You know what's not so great about #PyO3? That you won't be able to build this package using Python 3.13 because it's going to reject it as "too new". Even if the package in question is only using the stable ABI compatible with CPython 3.9. Sigh.
So, of course, everything on #Gentoo will be blocked, until individual packages update their dependencies to use PyO3 new enough to support 3.13.
#RustLang
Today is the day! We have finally been able to mark #NoseTests for removal from #Gentoo!
#Python
Today is the day! We have finally been able to mark #NoseTests for removal from #Gentoo!
#Python
The "#PyPI Support Specialist" job posting would be quite nice if they didn't add the last point that automatically disqualifies some people with disabilities, plus people from some countries that USA doesn't like at the moment [EDIT: and of course people who for one reason or another don't want to go to such a dangerous and hostile country]:
"Willingness to travel to annual PyCon US conference"
#ActuallyAutistic #Python
Recently I've added a cheap hack to the standard #Gentoo invocation for #PyTest to throw errors if unhandled async functions are detected. The goal was to increase our chances of finding packages with missing dependency on dev-python/pytest-asyncio (or another equivalent plugin), or packages disabling plugin autoloading and failing to load such a plugin.
Today, I've gotten a first bug report, regarding dev-python/ipython. I've grepped the sources and confirmed that the package depends on PyTest-AsyncIO, except that it pins to < 0.22. Well, we don't have one that old but let's hope it works anyway. So I've tried adding the dep, `-p asyncio`… and PyTest still apparently couldn't find the plugin. I've scratched my head and tried `PYTEST_PLUGINS` instead — still the same result. What the…?
So I've checked the git repository out, tried with older PyTest-AsyncIO, and indeed the tests worked. Tried with the newest, 0.23.6, and the same issue occurred. I've checked the git history and discovered that the version pin was added because of a buggy 0.22.0 release. However, the issue has been fixed since, the release was yanked and my problem was nothing like that.

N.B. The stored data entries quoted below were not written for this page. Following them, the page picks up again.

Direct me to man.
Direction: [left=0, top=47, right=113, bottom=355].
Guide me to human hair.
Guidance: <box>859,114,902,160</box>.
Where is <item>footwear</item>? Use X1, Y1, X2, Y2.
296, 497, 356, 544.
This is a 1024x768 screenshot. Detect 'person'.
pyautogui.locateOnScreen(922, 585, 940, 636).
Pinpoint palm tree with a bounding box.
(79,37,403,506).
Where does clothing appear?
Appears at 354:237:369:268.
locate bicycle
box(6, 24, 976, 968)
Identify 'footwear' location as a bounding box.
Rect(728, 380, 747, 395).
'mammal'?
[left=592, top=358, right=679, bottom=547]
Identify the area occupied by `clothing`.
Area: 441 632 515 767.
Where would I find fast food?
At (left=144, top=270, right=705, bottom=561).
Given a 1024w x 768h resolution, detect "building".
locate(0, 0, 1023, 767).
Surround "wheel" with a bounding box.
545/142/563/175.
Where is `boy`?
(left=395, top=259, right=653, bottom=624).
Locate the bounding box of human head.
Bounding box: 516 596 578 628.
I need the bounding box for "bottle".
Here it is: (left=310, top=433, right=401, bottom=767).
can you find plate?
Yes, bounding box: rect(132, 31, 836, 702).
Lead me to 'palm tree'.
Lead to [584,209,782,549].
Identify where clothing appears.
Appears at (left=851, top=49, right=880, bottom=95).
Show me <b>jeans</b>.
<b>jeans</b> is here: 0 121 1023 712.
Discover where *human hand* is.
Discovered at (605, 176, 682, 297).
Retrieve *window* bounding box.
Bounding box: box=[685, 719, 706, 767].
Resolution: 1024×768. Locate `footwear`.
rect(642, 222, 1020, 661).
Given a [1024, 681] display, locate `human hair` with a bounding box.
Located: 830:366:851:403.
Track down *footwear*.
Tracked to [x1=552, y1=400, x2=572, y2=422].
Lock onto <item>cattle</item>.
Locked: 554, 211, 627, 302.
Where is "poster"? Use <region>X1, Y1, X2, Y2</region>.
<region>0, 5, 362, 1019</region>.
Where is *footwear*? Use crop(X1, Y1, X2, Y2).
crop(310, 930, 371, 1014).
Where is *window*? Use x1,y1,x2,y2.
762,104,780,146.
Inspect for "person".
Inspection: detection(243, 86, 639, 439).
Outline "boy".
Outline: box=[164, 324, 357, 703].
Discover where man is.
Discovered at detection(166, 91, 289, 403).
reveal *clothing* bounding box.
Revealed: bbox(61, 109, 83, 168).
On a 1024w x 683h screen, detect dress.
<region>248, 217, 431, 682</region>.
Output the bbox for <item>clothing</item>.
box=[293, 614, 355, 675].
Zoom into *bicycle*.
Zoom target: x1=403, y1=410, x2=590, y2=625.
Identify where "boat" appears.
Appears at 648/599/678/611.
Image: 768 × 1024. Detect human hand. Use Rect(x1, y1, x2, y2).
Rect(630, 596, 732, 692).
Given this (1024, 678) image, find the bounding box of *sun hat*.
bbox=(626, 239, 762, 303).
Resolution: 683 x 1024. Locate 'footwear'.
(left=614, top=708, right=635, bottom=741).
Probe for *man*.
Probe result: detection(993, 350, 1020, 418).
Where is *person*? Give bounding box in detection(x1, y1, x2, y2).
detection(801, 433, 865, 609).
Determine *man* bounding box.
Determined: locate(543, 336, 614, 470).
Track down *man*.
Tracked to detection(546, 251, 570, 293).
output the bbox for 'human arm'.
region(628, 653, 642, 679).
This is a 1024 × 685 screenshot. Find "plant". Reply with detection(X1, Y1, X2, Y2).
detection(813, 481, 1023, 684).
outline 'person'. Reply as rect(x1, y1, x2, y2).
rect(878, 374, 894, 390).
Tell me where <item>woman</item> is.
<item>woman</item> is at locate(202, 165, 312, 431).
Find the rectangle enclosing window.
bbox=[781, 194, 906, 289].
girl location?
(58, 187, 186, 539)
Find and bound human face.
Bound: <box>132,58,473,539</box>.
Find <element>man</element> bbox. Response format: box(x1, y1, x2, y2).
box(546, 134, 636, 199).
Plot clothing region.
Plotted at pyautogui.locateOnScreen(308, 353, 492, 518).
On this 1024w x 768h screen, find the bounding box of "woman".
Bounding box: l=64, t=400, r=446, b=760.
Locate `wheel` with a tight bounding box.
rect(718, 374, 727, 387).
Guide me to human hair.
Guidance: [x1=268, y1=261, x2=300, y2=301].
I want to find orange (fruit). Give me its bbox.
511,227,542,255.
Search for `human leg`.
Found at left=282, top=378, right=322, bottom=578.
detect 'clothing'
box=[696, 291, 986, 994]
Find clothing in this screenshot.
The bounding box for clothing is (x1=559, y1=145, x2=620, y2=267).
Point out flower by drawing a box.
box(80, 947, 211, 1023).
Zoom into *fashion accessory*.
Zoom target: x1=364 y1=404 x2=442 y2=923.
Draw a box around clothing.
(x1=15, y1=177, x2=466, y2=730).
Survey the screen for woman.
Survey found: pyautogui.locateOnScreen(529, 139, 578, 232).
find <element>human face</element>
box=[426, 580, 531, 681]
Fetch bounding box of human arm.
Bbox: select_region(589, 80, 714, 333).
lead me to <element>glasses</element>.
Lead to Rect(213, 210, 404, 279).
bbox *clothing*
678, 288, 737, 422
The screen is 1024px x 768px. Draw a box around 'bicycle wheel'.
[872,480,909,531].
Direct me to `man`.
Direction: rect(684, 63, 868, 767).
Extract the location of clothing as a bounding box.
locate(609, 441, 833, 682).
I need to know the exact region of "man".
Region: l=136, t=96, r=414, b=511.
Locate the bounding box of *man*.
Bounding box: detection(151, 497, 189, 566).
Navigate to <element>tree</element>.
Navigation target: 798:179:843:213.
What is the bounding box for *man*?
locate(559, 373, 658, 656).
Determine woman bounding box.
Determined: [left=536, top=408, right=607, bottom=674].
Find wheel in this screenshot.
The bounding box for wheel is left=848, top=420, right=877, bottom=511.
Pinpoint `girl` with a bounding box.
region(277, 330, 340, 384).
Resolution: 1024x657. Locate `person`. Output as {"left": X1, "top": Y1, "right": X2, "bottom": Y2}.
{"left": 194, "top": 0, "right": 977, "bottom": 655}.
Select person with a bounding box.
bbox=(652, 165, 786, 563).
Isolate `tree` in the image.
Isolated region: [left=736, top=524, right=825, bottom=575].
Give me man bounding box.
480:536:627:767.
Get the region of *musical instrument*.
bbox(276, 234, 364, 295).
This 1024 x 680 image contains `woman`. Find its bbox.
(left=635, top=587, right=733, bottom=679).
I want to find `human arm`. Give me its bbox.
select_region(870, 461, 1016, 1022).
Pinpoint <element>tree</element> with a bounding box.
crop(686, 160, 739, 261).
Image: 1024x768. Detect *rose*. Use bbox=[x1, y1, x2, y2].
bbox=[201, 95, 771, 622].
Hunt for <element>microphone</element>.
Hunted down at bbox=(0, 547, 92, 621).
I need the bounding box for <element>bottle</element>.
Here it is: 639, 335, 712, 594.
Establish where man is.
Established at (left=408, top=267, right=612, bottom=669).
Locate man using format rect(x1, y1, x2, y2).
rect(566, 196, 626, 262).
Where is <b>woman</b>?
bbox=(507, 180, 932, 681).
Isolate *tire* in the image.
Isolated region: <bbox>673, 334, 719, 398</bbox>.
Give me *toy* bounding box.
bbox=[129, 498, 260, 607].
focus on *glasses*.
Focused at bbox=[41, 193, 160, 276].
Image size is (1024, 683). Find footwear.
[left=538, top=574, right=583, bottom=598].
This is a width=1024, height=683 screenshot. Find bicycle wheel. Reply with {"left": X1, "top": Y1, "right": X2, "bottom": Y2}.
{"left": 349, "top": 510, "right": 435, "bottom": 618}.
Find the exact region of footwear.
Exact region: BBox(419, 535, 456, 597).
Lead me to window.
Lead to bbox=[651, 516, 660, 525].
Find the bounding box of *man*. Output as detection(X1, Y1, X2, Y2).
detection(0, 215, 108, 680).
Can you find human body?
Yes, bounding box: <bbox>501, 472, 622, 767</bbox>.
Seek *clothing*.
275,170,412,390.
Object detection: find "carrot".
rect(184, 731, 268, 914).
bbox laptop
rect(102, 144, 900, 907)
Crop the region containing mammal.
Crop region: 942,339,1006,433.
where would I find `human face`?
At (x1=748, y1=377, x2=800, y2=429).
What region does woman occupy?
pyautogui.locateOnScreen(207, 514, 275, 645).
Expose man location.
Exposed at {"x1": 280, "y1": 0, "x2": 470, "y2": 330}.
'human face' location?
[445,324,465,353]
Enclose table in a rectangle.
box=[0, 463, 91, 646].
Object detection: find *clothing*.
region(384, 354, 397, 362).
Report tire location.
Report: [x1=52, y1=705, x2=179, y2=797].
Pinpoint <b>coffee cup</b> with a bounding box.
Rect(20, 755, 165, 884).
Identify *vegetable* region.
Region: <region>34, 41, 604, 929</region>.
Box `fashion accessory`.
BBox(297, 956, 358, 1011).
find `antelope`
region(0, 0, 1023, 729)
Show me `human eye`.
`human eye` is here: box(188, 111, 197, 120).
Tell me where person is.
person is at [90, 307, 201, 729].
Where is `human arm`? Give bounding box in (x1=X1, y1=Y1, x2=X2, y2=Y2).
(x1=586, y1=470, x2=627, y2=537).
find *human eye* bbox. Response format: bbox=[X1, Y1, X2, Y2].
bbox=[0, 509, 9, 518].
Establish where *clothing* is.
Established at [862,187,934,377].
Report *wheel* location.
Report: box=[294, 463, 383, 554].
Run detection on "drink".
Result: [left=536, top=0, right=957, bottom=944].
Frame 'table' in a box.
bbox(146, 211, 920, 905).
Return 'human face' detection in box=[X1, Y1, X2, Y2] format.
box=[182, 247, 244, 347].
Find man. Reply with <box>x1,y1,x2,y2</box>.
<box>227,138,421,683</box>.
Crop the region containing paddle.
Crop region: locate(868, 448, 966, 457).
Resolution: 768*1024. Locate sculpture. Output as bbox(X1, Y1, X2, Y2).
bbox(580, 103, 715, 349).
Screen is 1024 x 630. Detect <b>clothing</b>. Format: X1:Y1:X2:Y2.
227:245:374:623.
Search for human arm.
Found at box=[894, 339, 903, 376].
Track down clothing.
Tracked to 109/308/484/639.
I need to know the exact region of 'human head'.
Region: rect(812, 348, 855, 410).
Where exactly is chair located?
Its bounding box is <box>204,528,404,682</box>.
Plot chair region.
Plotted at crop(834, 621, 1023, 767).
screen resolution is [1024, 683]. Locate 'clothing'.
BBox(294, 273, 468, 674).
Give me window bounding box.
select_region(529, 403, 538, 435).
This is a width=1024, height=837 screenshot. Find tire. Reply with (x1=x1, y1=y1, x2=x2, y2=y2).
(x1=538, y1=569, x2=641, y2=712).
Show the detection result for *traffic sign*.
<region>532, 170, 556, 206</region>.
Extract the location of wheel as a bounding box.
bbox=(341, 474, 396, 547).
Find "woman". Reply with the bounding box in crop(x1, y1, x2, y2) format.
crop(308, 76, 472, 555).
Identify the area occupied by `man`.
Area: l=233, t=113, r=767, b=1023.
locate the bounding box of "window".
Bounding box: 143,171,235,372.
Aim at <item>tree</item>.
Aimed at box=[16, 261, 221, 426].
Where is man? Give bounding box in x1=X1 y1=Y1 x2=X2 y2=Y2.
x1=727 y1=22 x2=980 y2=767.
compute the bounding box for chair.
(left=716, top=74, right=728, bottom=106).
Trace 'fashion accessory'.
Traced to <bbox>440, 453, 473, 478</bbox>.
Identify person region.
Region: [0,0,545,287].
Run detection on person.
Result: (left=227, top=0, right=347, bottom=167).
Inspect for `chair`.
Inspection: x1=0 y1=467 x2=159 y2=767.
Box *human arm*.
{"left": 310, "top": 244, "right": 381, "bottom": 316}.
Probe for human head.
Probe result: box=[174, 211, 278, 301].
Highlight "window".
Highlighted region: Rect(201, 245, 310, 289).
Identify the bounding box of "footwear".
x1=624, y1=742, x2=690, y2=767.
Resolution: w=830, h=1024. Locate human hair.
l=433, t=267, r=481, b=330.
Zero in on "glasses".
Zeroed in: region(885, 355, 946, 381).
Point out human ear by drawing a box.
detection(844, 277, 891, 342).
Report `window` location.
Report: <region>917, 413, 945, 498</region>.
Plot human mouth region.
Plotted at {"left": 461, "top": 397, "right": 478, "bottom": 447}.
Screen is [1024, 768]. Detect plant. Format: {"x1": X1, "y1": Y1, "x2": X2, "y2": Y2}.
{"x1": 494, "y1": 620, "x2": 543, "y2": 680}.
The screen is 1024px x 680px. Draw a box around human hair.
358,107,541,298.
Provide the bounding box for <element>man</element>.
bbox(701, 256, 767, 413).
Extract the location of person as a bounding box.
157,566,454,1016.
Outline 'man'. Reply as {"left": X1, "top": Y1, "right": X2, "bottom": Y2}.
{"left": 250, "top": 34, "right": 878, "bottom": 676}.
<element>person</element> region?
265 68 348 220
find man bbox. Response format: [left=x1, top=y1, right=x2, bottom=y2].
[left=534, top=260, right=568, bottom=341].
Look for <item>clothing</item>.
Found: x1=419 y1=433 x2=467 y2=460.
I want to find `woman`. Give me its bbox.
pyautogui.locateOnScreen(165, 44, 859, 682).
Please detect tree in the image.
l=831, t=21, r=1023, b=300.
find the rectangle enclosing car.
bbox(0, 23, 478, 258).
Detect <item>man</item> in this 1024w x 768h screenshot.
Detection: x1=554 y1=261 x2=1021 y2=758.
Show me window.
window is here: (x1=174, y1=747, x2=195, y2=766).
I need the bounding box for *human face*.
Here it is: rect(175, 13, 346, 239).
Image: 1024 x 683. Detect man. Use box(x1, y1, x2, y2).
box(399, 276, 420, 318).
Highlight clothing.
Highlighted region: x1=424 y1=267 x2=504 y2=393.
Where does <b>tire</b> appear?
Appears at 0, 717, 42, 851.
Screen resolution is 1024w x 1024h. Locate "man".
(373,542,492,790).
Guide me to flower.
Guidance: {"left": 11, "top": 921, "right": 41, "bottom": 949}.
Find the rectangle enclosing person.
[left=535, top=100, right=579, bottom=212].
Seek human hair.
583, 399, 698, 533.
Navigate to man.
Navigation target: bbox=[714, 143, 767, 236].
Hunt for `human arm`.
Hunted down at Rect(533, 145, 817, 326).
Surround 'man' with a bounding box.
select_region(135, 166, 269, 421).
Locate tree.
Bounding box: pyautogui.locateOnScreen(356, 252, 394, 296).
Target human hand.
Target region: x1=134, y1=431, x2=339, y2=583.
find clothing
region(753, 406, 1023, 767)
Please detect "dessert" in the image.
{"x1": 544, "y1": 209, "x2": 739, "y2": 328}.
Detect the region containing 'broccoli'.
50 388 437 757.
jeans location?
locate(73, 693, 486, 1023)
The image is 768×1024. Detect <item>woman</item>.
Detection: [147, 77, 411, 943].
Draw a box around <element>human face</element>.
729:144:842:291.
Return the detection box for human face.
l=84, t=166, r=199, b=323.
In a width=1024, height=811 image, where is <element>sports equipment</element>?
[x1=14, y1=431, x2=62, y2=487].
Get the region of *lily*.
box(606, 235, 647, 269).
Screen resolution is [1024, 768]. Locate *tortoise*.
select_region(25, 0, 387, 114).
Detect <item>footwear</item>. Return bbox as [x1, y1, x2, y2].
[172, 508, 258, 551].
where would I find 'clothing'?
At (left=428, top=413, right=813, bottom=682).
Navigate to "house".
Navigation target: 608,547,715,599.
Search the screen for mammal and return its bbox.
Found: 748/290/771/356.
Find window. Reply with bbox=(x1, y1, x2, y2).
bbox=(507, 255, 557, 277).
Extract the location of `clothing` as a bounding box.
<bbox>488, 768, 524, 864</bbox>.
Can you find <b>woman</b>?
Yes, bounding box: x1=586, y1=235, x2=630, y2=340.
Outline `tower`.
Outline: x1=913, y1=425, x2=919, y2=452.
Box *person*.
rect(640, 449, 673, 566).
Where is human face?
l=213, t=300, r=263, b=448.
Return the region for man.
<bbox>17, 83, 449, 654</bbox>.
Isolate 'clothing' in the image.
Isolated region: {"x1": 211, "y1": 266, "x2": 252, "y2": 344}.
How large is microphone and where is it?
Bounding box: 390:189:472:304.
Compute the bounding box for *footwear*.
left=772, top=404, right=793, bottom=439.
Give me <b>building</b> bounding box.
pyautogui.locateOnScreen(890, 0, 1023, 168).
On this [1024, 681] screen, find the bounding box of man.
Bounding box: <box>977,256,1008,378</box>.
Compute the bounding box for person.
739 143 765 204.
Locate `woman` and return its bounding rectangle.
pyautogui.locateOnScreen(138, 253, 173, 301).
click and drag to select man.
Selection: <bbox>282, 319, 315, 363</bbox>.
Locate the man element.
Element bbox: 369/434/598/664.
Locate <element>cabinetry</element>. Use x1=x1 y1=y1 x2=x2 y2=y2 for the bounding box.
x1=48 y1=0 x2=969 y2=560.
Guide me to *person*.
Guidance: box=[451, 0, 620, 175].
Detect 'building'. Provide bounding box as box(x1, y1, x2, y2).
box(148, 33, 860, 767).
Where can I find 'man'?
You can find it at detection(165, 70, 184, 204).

So I've investigated more. For some reason, #IPython test suite does not mark tests with `pytest.mark.asyncio` marker directly. Instead, it globally iterates over all test functions, and implicitly adds the marker to all coroutines. This used to work with older versions, but does not work anymore — the test is correctly marked, but for some reason it stops being recognized as a coroutine. So I've made a minimal reproducer and filed a bug.